Sharma, who went to a Kendriya Vidyalaya in Pune and pursued master's in physics at the Indian Institute of Technology, Kanpur, says he was drawn to experimental particle physics after learning Rig Veda hymns from his mother, a Sanskrit scholar. The ancient text has a hymn on creation that speculates on the origin of the universe and describes a period when "all that existed was void and formless".
"It was a shock, it left an impression in my mind. Thousands of years ago people were contemplating our origins," said Sharma, a professor at the University of California, San Diego, and head of a Higgs search team at CERN, the European research laboratory.
He was still a high school student but began thinking how modern technology might be used to probe creation. The Higgs boson, the subatomic particle that Sharma and his colleagues are looking for, was predicted in the 1960s to explain the origin of mass.
A discovery of the Higgs boson is important for physicists because it is the last missing, or unseen, piece of a bedrock theory of physics called the Standard Model that explains all the forces and particles in nature except gravity.

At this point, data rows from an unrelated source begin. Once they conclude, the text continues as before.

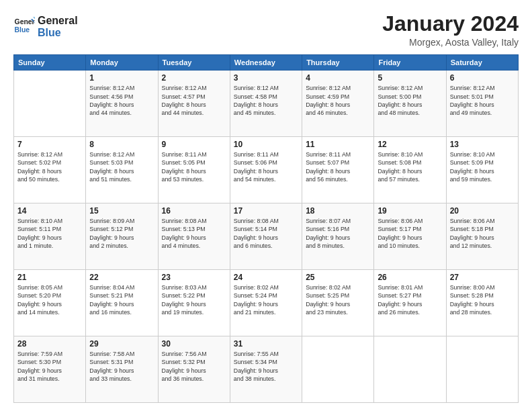  Describe the element at coordinates (122, 236) in the screenshot. I see `calendar-cell: 15Sunrise: 8:09 AMSunset: 5:12 PMDayligh…` at that location.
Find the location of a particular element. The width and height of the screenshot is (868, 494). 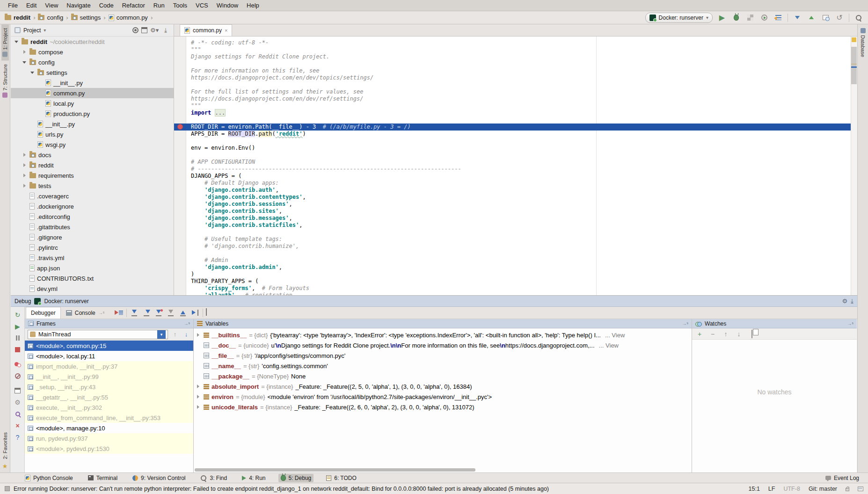

panel-settings-button: ⚙▾ is located at coordinates (154, 30).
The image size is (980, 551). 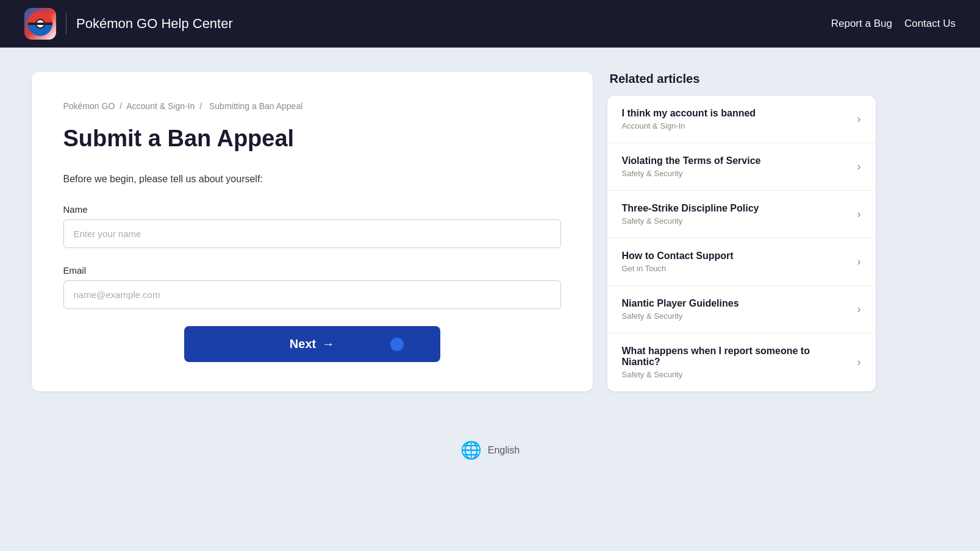 I want to click on related-item-0: I think my account is banned Account & S…, so click(x=742, y=119).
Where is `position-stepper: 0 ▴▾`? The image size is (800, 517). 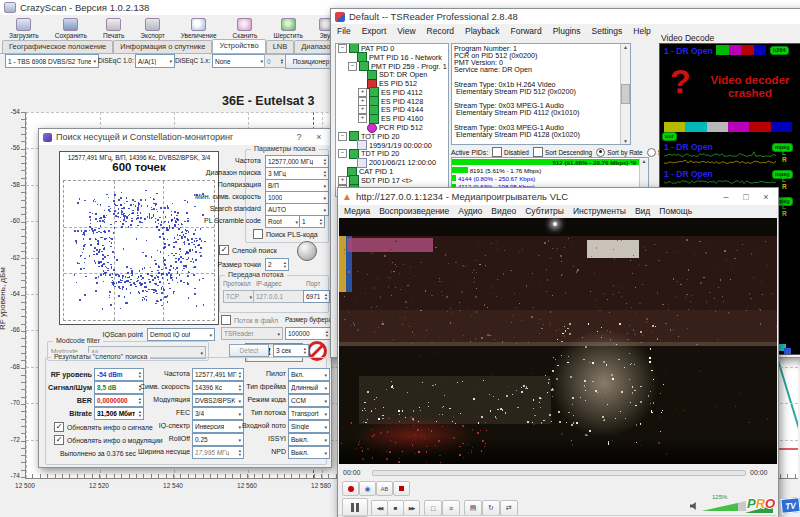
position-stepper: 0 ▴▾ is located at coordinates (275, 61).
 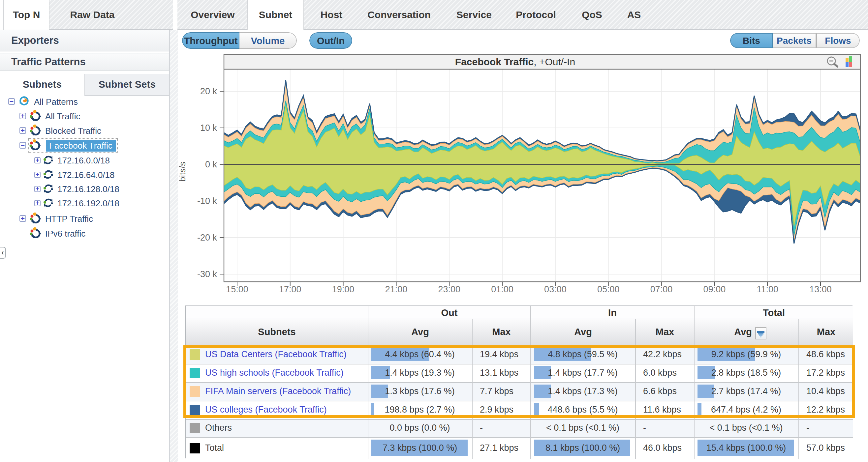 I want to click on svg-text: 07:00, so click(x=662, y=290).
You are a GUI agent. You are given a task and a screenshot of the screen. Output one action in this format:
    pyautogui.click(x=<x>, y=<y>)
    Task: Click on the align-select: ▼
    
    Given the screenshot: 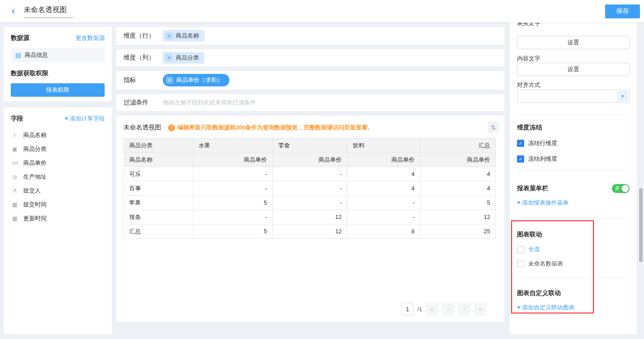 What is the action you would take?
    pyautogui.click(x=573, y=96)
    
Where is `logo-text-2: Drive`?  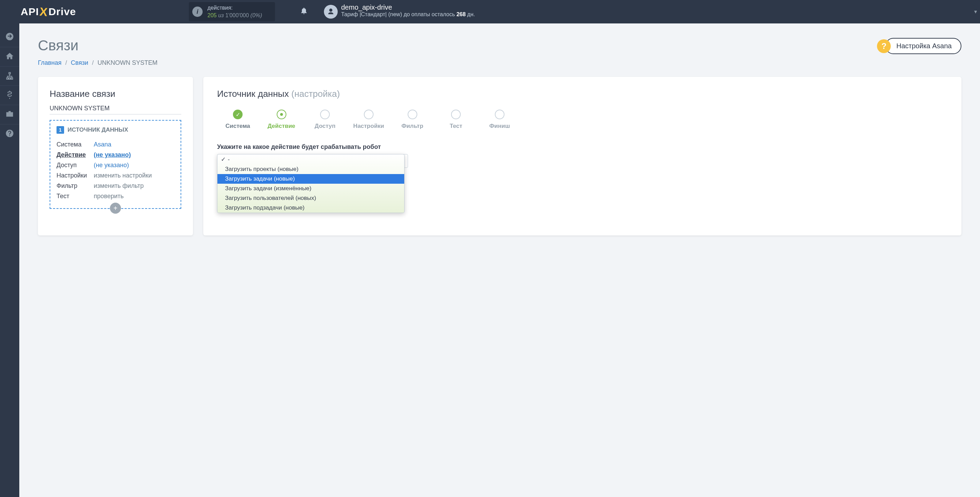
logo-text-2: Drive is located at coordinates (62, 11).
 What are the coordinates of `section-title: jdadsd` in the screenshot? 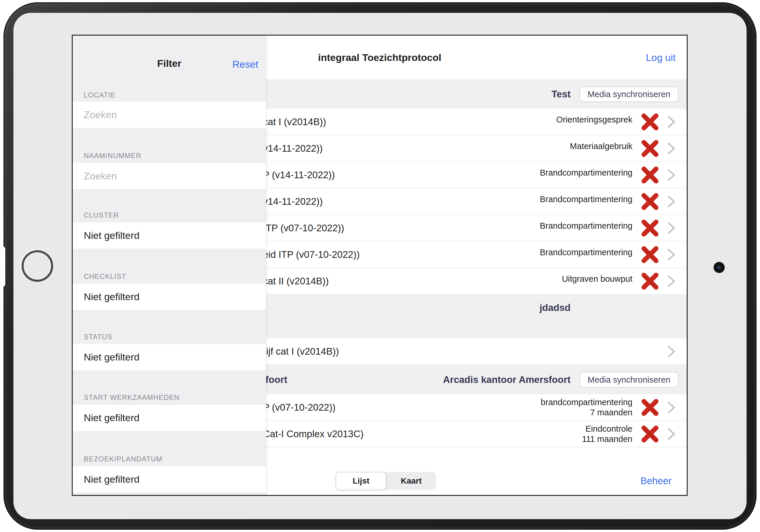 It's located at (555, 308).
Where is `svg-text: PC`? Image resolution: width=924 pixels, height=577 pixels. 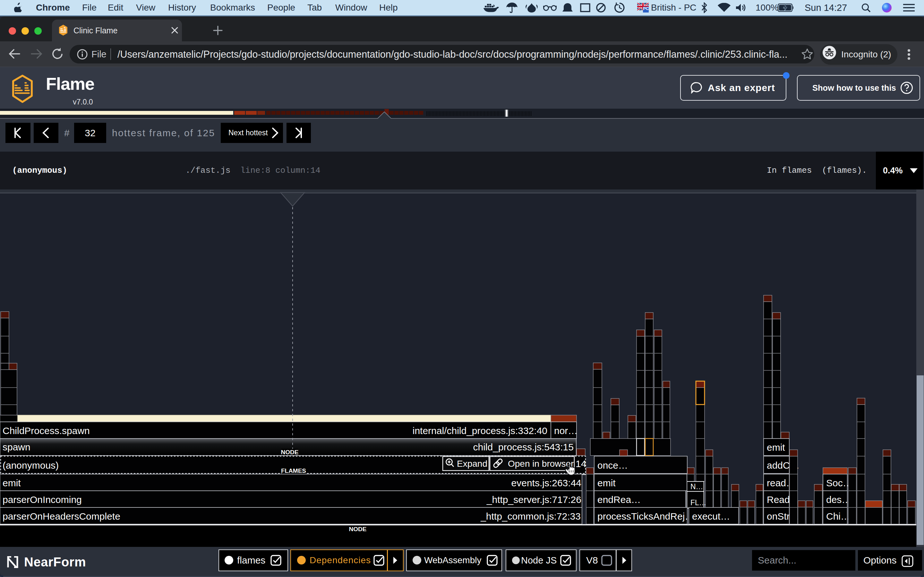
svg-text: PC is located at coordinates (646, 8).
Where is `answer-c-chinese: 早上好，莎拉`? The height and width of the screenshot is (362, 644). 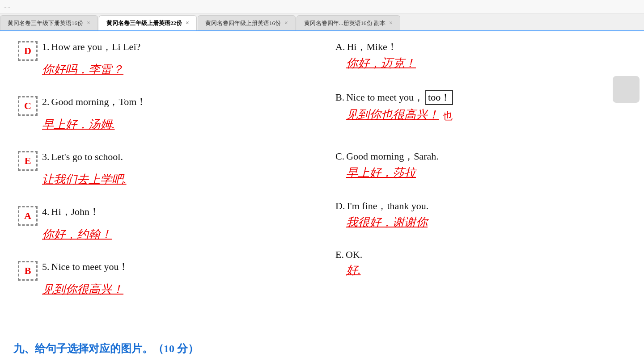
answer-c-chinese: 早上好，莎拉 is located at coordinates (486, 173).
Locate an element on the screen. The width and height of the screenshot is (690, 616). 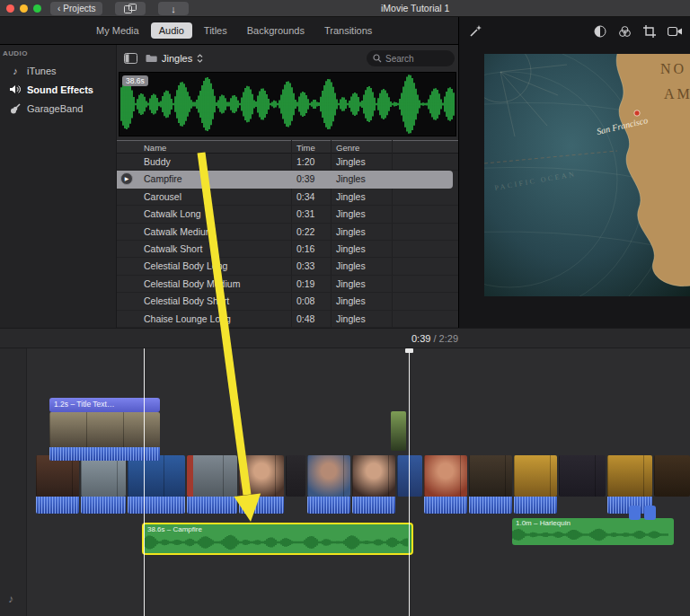
column-header-name: Name is located at coordinates (155, 147).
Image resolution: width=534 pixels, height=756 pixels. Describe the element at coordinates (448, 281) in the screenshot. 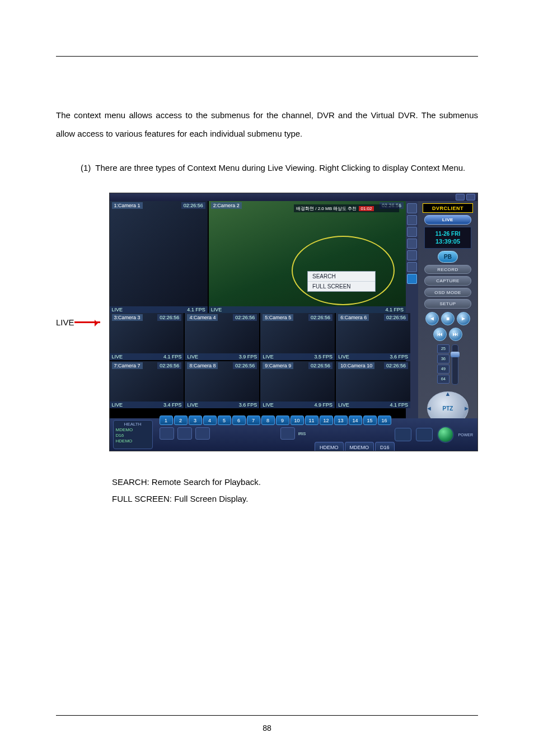

I see `capture-button: CAPTURE` at that location.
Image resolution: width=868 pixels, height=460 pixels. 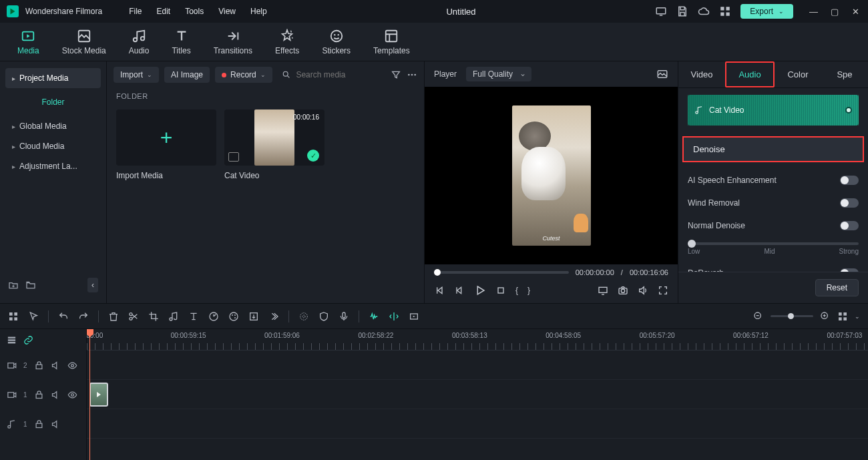 What do you see at coordinates (13, 316) in the screenshot?
I see `tl-grid-icon` at bounding box center [13, 316].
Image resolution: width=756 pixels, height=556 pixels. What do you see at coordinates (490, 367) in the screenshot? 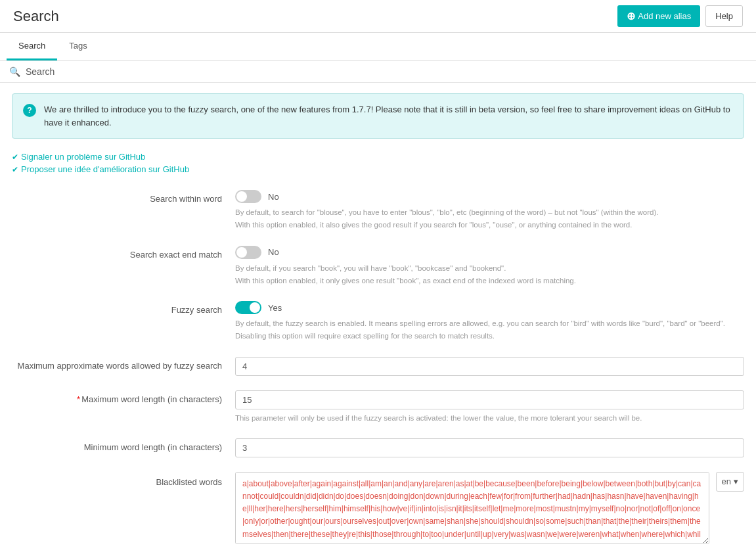
I see `max-approx-words-input` at bounding box center [490, 367].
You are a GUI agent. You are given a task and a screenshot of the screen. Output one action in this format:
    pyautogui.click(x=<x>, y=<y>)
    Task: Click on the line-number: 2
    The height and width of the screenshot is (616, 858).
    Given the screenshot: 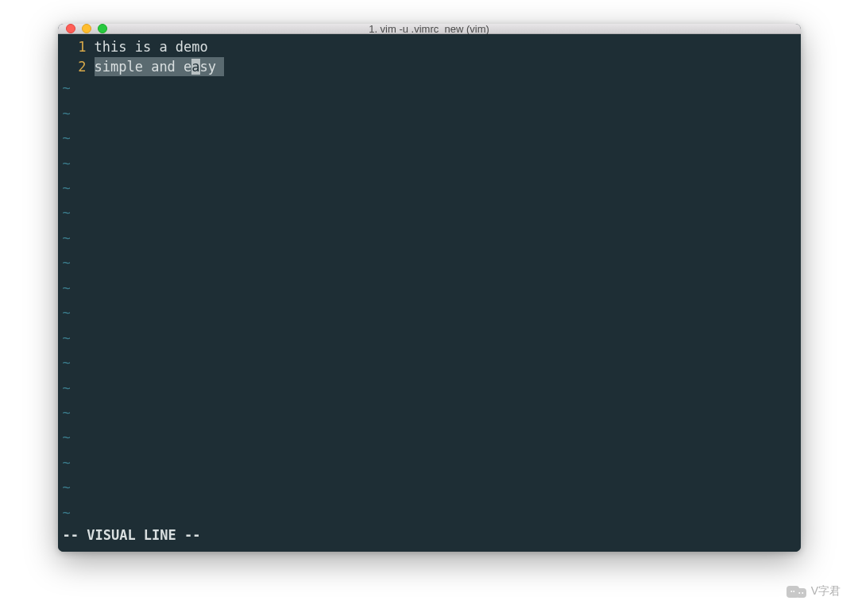 What is the action you would take?
    pyautogui.click(x=76, y=67)
    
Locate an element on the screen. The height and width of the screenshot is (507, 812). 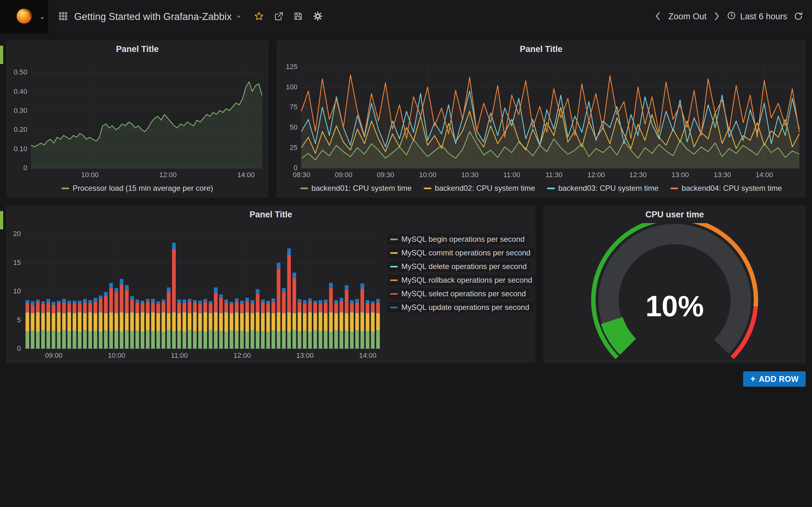
gauge-area is located at coordinates (674, 293).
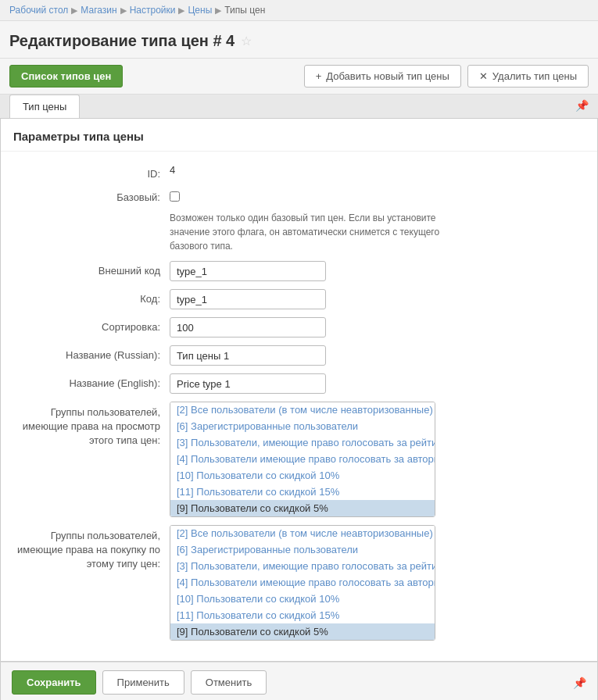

Sharma moved to the US in 1984, treating higher studies in the US as a route to plunge into experimental physics requiring expensive machines ' particle accelerators ' but spent five years at CERN in the early 1990s where he discovered two new subatomic particles, including a cousin of the proton, but five times heavier.
His enthusiasm for experimental physics emerges in his talks ' whether delivered to fellow-physicists or aspiring students. It also appears to temper any emotions that might spring each time particle detectors at CERN spot signals resembling traces of the Higgs boson.
"Experiments will ultimately tell us what is right and what is wrong," he said. In the coming months, Sharma and his colleagues will refine their analyses and combine the data from the two main particle detectors looking for the Higgs boson.
"Our curiosity about our origins doesn't change anybody's life, but there is a satisfaction from understanding such things," Sharma said in a telephone interview ahead of the CERN seminar where scientists presented their latest results from the Higgs search.
"But when we build machines like the Large Hadron Collider (the particle accelerator at CERN where proton-proton collisions are used to search for the Higgs boson), it requires us to invent new technologies that can change people's lives," he said.
The World Wide Web was created at CERN to help physicists move data around between different computers in a seamless fashion. "It's a great example of how something that is good for physicists turned out to be fantastic for the public," Sharma said.
New technologies and ideas that are born in experimental physics laboratories may have implications in information technology and medicine. "Our goals are esoteric, but what sometimes comes out benefits the public," he said.
Sharma, whose routine in recent years has been eight weeks at CERN and 10 to 15 days with his wife and 7-year-old daughter in San Diego, is also keen on drawing more students to physics.
His homepage has a link to a talk he once delivered to prospective students and their parents. "The popular belief that physicists do not make much money is totally false," the link says. "Physics majors make more money than chemistry or bio majors."